Fantasia Festival ’21: The Sadness

Fantasia21sadness

***/****
starring Regina Lei, Tzu-Chiang Wang, Berant Zhu
written and directed by Rob Jabbaz

by Walter Chaw Canadian expat Rob Jabbaz has had it. His hyphenate debut The Sadness is one of the bleakest, angriest films I’ve seen in a long time, made rarer still by being carried off with obvious chops. Its focus is to unequivocally cut through the bullshit of this, our shitty timeline. The first real conversation of the film is between our hero, Jun (Berant Zhu), and his neighbour across adjoining balconies, concerning how a virus causing some doctors concern is a hoax perpetrated by big business and the media. A talk-show host in the background speaks over a virologist who warns of the potentially world-ending evil of politicizing a pandemic, and…well, you get the picture. The scariest thing about The Sadness–a very scary picture–is that it’s the product of a Canadian filmmaker working in Taiwan, which confirms that Trump is a symptom not the cause of whatever the good fuck is wrong with us. In my darker moments, I like to say that we’re just monkeys in clothes, and every minute we’re not killing each other over protein and access to women is a miracle. The premise of The Sadness is a thought exercise in ironic magnification, one where you make the point by exaggerating the scenario slightly. The premise of The Sadness is that we’re all monkeys in clothes, and imagine if we stopped pretending that we aren’t.

It’s telling that the title of this movie doesn’t have anything to do with rage or purging, but rather this overall feeling of despair that the evil stalking us is the evil in our hearts. There’s ultimately nowhere to hide from what seems to be our inevitable self-immolation. More 28 Days Later… (and its superior sequel, 28 Weeks Later) than in the Romero tradition, The Sadness tells of a virus that turns people into homicidal maniacs. You can tell because their eyes turn black, they start doing unspeakable things to other people, and, you know, they seem happy. An hour into the film, the President gets in front of a camera from his bunker to make a speech, and there’s some Dr. Strangelove stuff about how genuinely feckless our politicians have proven themselves to be in the face of existential threats to our existence. But the keystone moment comes right before the speech, when our heroine, Kat (Regina Lei), borrows a young security guard’s phone, only to be confronted with a screen full of sad hentai. That’s the bad guy: desperation, incels, a culture of objectification and frustrated gratification for men who feel entitled to access. The creep on the train, a middle-aged businessman (Wang Tzu-chiang) trying to chat Kat up while she’s reading a book and then complaining about how he doesn’t deserve to be treated this way. He tells her the country’s changed irrevocably, and then he gets the virus, though he was sick all along.

That’s the horror at the centre of The Sadness–and the sadness, too, as it happens. How badly we’ve underestimated the danger of allowing the disenfranchised the ability to influence so broadly and indiscriminately–a legion of Jim Joneses and Charlie Mansons allowed to build families across world-spanning networks of unpoliced space. People blaming the media for violence never consider how Stalin wasn’t playing “Call of Duty” before murdering twenty million of his people: we’re born rotten, but the worst of us didn’t always have the means of spreading our contagion this easily, this far. Hundreds of thousands of people will die in this country from a preventable virus because of the leveraging of hate and the disinformation spread by a few pathetic losers who didn’t get the access they desired to protein and sex, and so now the world needs to burn. When feelings overrule your perception of what is real, how far removed are we, really, from a “virus” that is an invitation to do whatever you want to other people in the name of personal freedom?

So The Sadness presents humans unromanticized. Given the opportunity, the men rape the women and each other. One act of sexual violence depicted is so vile, it became the central topic of a film a few years back, but here, it’s one in a litany of atrocities. Better than the excess, though, is a scene where Kat is forced to strip and shower in chemical disinfectant while a virologist, by all accounts a hero in this film, peeps her nakedness in the reflection of a metal surface. We’re all peeping. We’re all animals. It’s not the behaviour of the infected that’s monstrous (they’re infected), it’s the behaviour of the uninfected I was watching through my fingers. Jabbaz knows what he’s doing. The Sadness is not just–although it is very ably–a hyper-gory action flick packed with indelible images and sticky ideas. Nor is it just a love story that, in the end, pays off the relationship tension between Jun and Kat in a way that made me feel like I haven’t felt since the betrayal in The Descent. No, it’s a lot more than that. It’s a study of how thin the skin is that separates the meat from the fire. The Sadness isn’t subtle by any stretch of the imagination, and at this point, frankly, it shouldn’t be. Over the past five years, I’ve lost my love of this country, my trust in most other people, and really any hope that we’ll ever pull out of this exploitative death spiral. The Sadness never spends any time in that gap between extremity and sad prophecy: it’s a documentary already; the time for warnings has passed.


Exercise prompt =
Look below. Copy each line that has "legend" in it.

Extracted information =
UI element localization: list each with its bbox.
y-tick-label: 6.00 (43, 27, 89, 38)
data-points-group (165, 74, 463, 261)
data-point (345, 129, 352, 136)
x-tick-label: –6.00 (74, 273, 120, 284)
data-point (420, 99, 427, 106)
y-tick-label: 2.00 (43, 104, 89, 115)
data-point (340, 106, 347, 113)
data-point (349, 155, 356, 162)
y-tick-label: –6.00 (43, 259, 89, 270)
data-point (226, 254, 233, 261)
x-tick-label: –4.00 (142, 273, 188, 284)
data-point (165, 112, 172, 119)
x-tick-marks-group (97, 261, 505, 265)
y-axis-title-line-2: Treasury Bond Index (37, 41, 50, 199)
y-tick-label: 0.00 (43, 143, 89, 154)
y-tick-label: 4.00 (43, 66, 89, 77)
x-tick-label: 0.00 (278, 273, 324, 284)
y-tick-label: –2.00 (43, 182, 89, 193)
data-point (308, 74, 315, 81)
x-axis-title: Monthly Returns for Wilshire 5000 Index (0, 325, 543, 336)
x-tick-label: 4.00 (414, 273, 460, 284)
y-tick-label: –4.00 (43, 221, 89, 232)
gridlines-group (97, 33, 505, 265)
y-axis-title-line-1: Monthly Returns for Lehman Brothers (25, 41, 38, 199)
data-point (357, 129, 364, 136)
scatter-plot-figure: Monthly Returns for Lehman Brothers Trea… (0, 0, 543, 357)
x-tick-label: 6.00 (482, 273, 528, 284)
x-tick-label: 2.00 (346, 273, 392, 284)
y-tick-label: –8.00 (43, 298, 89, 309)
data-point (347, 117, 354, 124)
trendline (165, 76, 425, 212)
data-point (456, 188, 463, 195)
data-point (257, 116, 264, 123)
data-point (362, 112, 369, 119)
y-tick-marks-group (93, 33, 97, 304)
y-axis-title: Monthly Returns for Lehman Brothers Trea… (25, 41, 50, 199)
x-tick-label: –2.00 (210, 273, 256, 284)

---

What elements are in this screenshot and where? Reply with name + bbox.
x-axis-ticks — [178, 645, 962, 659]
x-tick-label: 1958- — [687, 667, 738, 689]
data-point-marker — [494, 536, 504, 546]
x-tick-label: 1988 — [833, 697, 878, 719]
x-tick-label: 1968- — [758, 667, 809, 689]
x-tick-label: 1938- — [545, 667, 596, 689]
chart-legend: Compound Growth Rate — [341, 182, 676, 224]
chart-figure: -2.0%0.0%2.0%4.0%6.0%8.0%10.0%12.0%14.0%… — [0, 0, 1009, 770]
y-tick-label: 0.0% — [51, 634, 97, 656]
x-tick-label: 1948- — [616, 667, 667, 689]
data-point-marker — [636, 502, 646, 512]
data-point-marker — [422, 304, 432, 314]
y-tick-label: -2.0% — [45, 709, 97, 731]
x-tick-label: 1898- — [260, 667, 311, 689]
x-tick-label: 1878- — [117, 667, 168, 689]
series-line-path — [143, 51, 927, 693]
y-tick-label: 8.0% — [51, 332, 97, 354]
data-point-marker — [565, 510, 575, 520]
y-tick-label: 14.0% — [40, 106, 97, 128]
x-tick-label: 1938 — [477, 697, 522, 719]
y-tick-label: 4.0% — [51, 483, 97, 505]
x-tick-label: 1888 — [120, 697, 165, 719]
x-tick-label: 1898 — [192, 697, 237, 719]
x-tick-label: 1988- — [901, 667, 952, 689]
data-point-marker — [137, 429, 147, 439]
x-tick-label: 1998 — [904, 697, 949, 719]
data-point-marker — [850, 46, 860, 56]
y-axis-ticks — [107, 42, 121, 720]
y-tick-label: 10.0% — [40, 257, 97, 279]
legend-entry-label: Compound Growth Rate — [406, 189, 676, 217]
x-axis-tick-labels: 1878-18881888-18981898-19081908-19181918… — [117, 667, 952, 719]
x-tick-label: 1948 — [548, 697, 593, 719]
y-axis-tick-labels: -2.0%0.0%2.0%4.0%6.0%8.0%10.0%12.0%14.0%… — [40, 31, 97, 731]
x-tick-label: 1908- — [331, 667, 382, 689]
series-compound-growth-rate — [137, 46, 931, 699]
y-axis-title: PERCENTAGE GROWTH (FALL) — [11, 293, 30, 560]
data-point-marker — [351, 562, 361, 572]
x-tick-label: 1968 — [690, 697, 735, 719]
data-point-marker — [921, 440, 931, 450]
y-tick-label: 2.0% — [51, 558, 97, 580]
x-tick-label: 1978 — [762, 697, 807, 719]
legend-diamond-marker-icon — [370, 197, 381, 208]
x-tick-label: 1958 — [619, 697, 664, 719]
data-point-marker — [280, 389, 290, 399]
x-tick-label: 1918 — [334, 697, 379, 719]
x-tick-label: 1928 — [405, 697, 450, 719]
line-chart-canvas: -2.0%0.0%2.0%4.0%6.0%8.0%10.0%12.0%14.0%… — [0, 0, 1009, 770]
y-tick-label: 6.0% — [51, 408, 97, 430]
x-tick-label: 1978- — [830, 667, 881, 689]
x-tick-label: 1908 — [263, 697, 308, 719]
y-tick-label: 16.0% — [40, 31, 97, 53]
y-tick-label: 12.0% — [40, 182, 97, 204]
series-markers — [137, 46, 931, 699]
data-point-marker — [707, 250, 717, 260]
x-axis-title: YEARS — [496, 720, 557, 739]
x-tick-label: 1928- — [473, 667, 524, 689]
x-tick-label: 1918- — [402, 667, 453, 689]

Solution below =
chart-legend: Compound Growth Rate — [341, 182, 676, 224]
legend-entry-label: Compound Growth Rate — [406, 189, 676, 217]
legend-diamond-marker-icon — [370, 197, 381, 208]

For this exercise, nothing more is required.